People who work on the business side of healthcare often wish that companies would think about healthcare more often, or even concede that they are in “the healthcare business.” I suppose part of this is the law of the instrument, which even if not said by Mark Twain, sounds like Mark Twain: “To a man with a hammer, everything looks like a nail.”
Nails are everywhere. Healthcare businesses often think of non-healthcare companies as running a healthcare business. In their defense, healthcare is often a top-three expense, and because large companies almost always self-insure their medical costs, they pay the bills and collect copays from employees, and effectively rent the network from a company like Cigna or UHC. With medical inflation at 2-3x CPI, and healthcare at 18% of GDP in the US and not slowing down, companies often look at this as something outside their control. In all but rare cases, companies can’t seem to offer better than CPI trend over 3+ years, or costs lower than what actuarial cost curves would suggest. That’s one reason it’s a frustration, largely left outside strategy discussions or capital allocation projects.
So it’s rare when a non-healthcare company mentions healthcare to investors. The Cheesecake Factory is more interested in the cost of dairy, uses of cash, wage regulations, customer experience, how many stores to open, the macro environment, and morale; however, for a small win for the “in the business of healthcare” crowd, they actually specifically mentioned healthcare costs in their recent earnings announcement. Healthcare costs drove .03 per share worth of “de-leverage” as they put it. In English, that means an unexpected cost increase. This amounts to $1,400,000, .23% of sales, or $50-70 per employee per quarter. That’s not huge and wasn’t mentioned further in the Q&A section but it was mentioned. That’s a start. If any company, such as the Berkshire-Amazon-JPMorgan (BAM) joint venture cracks the code and is validated by an ethical and fair third party, we’ll see more releases and questions on healthcare, as it will be something that impacts costs in a big way, and therefore share price.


Write every record below out exactly; no images.

[Material for the task Boundary: Start]

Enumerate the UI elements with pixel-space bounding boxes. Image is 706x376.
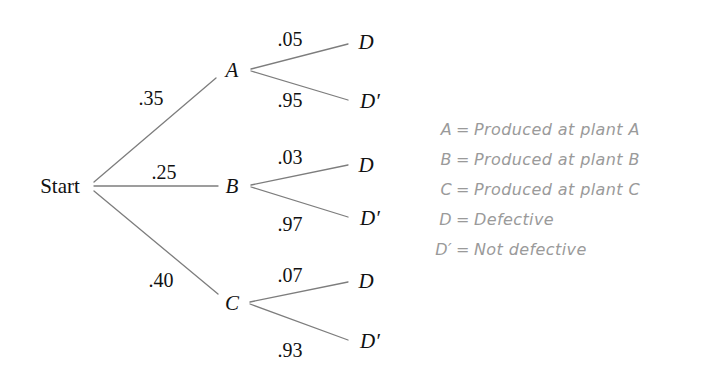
edge-c-dprime [250,304,348,340]
legend-desc-d: Defective [474,210,698,229]
leaf-b-d: D [358,153,373,178]
prob-b-dprime: .97 [278,213,303,236]
prob-c-dprime: .93 [278,339,303,362]
leaf-c-dprime: D′ [360,329,380,354]
legend-key-c: C [418,180,452,199]
legend-row-b: B = Produced at plant B [418,150,698,180]
node-b: B [226,174,239,199]
probability-tree-diagram: Start A B C .35 .25 .40 D D′ D D′ D D′ .… [0,0,706,376]
legend-eq-b: = [452,150,474,169]
prob-start-a: .35 [139,87,164,110]
prob-a-d: .05 [278,28,303,51]
legend-key-d: D [418,210,452,229]
legend-row-c: C = Produced at plant C [418,180,698,210]
node-start: Start [40,174,80,199]
legend-row-a: A = Produced at plant A [418,120,698,150]
legend-key-dprime: D′ [418,240,452,259]
leaf-b-dprime: D′ [360,206,380,231]
legend-row-d: D = Defective [418,210,698,240]
leaf-c-d: D [358,269,373,294]
legend-key-b: B [418,150,452,169]
node-a: A [226,58,239,83]
legend-eq-c: = [452,180,474,199]
prob-c-d: .07 [278,264,303,287]
legend-eq-a: = [452,120,474,139]
legend-desc-dprime: Not defective [474,240,698,259]
legend-eq-d: = [452,210,474,229]
prob-a-dprime: .95 [278,89,303,112]
legend-eq-dprime: = [452,240,474,259]
legend-desc-b: Produced at plant B [474,150,698,169]
legend-desc-c: Produced at plant C [474,180,698,199]
leaf-a-dprime: D′ [360,89,380,114]
prob-b-d: .03 [278,146,303,169]
prob-start-b: .25 [152,161,177,184]
prob-start-c: .40 [149,269,174,292]
legend: A = Produced at plant A B = Produced at … [418,120,698,270]
node-c: C [225,291,239,316]
leaf-a-d: D [358,30,373,55]
legend-desc-a: Produced at plant A [474,120,698,139]
legend-key-a: A [418,120,452,139]
legend-row-dprime: D′ = Not defective [418,240,698,270]
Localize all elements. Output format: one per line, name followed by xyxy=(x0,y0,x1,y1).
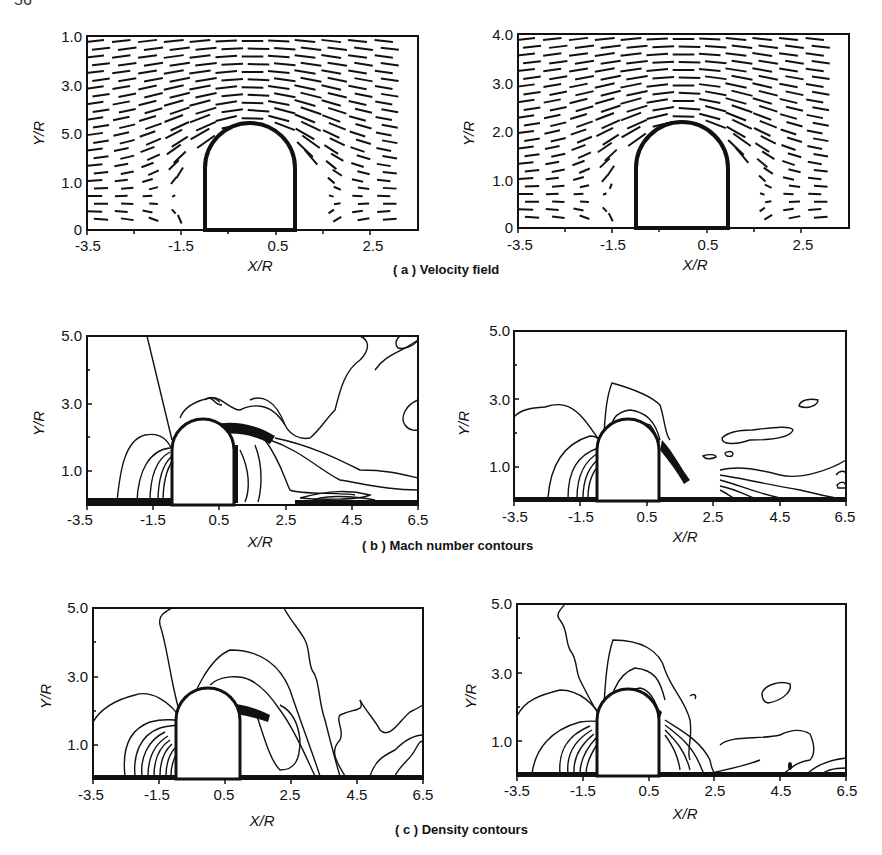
caption-c: ( c ) Density contours xyxy=(395,822,528,837)
ytick: 1.0 xyxy=(472,734,512,749)
xtick: 2.5 xyxy=(690,783,740,798)
xtick: 4.5 xyxy=(756,783,806,798)
density-contours-right-svg xyxy=(0,0,882,855)
plot-density-right: 5.0 3.0 1.0 -3.5 -1.5 0.5 2.5 4.5 6.5 X/… xyxy=(0,0,882,855)
xtick: -3.5 xyxy=(492,783,542,798)
xtick: 0.5 xyxy=(624,783,674,798)
xtick: 6.5 xyxy=(822,783,872,798)
ytick: 5.0 xyxy=(472,596,512,611)
xtick: -1.5 xyxy=(558,783,608,798)
y-axis-label: Y/R xyxy=(462,677,479,717)
x-axis-label: X/R xyxy=(655,805,715,822)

[Material for the task Boundary: End]

**Task solution:**
Enumerate the UI elements with pixel-space bounding boxes. Image is 706x376.
edge-c-dprime [250,304,348,340]
legend-desc-d: Defective [474,210,698,229]
leaf-b-d: D [358,153,373,178]
prob-b-dprime: .97 [278,213,303,236]
prob-c-dprime: .93 [278,339,303,362]
leaf-c-dprime: D′ [360,329,380,354]
legend-key-c: C [418,180,452,199]
legend-row-b: B = Produced at plant B [418,150,698,180]
node-b: B [226,174,239,199]
probability-tree-diagram: Start A B C .35 .25 .40 D D′ D D′ D D′ .… [0,0,706,376]
legend-eq-b: = [452,150,474,169]
prob-start-a: .35 [139,87,164,110]
prob-a-d: .05 [278,28,303,51]
legend-key-d: D [418,210,452,229]
legend-row-c: C = Produced at plant C [418,180,698,210]
node-start: Start [40,174,80,199]
legend-row-a: A = Produced at plant A [418,120,698,150]
legend-key-dprime: D′ [418,240,452,259]
leaf-b-dprime: D′ [360,206,380,231]
legend-row-d: D = Defective [418,210,698,240]
leaf-c-d: D [358,269,373,294]
legend-key-b: B [418,150,452,169]
node-a: A [226,58,239,83]
legend-eq-c: = [452,180,474,199]
prob-c-d: .07 [278,264,303,287]
legend-eq-a: = [452,120,474,139]
legend-desc-dprime: Not defective [474,240,698,259]
legend-eq-d: = [452,210,474,229]
prob-a-dprime: .95 [278,89,303,112]
legend-eq-dprime: = [452,240,474,259]
legend-desc-b: Produced at plant B [474,150,698,169]
legend-desc-c: Produced at plant C [474,180,698,199]
leaf-a-dprime: D′ [360,89,380,114]
prob-b-d: .03 [278,146,303,169]
prob-start-b: .25 [152,161,177,184]
prob-start-c: .40 [149,269,174,292]
legend: A = Produced at plant A B = Produced at … [418,120,698,270]
node-c: C [225,291,239,316]
leaf-a-d: D [358,30,373,55]
legend-desc-a: Produced at plant A [474,120,698,139]
legend-key-a: A [418,120,452,139]
legend-row-dprime: D′ = Not defective [418,240,698,270]
Localize all elements. Output format: one per line, name followed by xyxy=(x0,y0,x1,y1).
caption-c: ( c ) Density contours xyxy=(395,822,528,837)
ytick: 1.0 xyxy=(472,734,512,749)
xtick: 2.5 xyxy=(690,783,740,798)
xtick: 4.5 xyxy=(756,783,806,798)
density-contours-right-svg xyxy=(0,0,882,855)
plot-density-right: 5.0 3.0 1.0 -3.5 -1.5 0.5 2.5 4.5 6.5 X/… xyxy=(0,0,882,855)
xtick: -3.5 xyxy=(492,783,542,798)
xtick: 0.5 xyxy=(624,783,674,798)
xtick: 6.5 xyxy=(822,783,872,798)
ytick: 5.0 xyxy=(472,596,512,611)
xtick: -1.5 xyxy=(558,783,608,798)
y-axis-label: Y/R xyxy=(462,677,479,717)
x-axis-label: X/R xyxy=(655,805,715,822)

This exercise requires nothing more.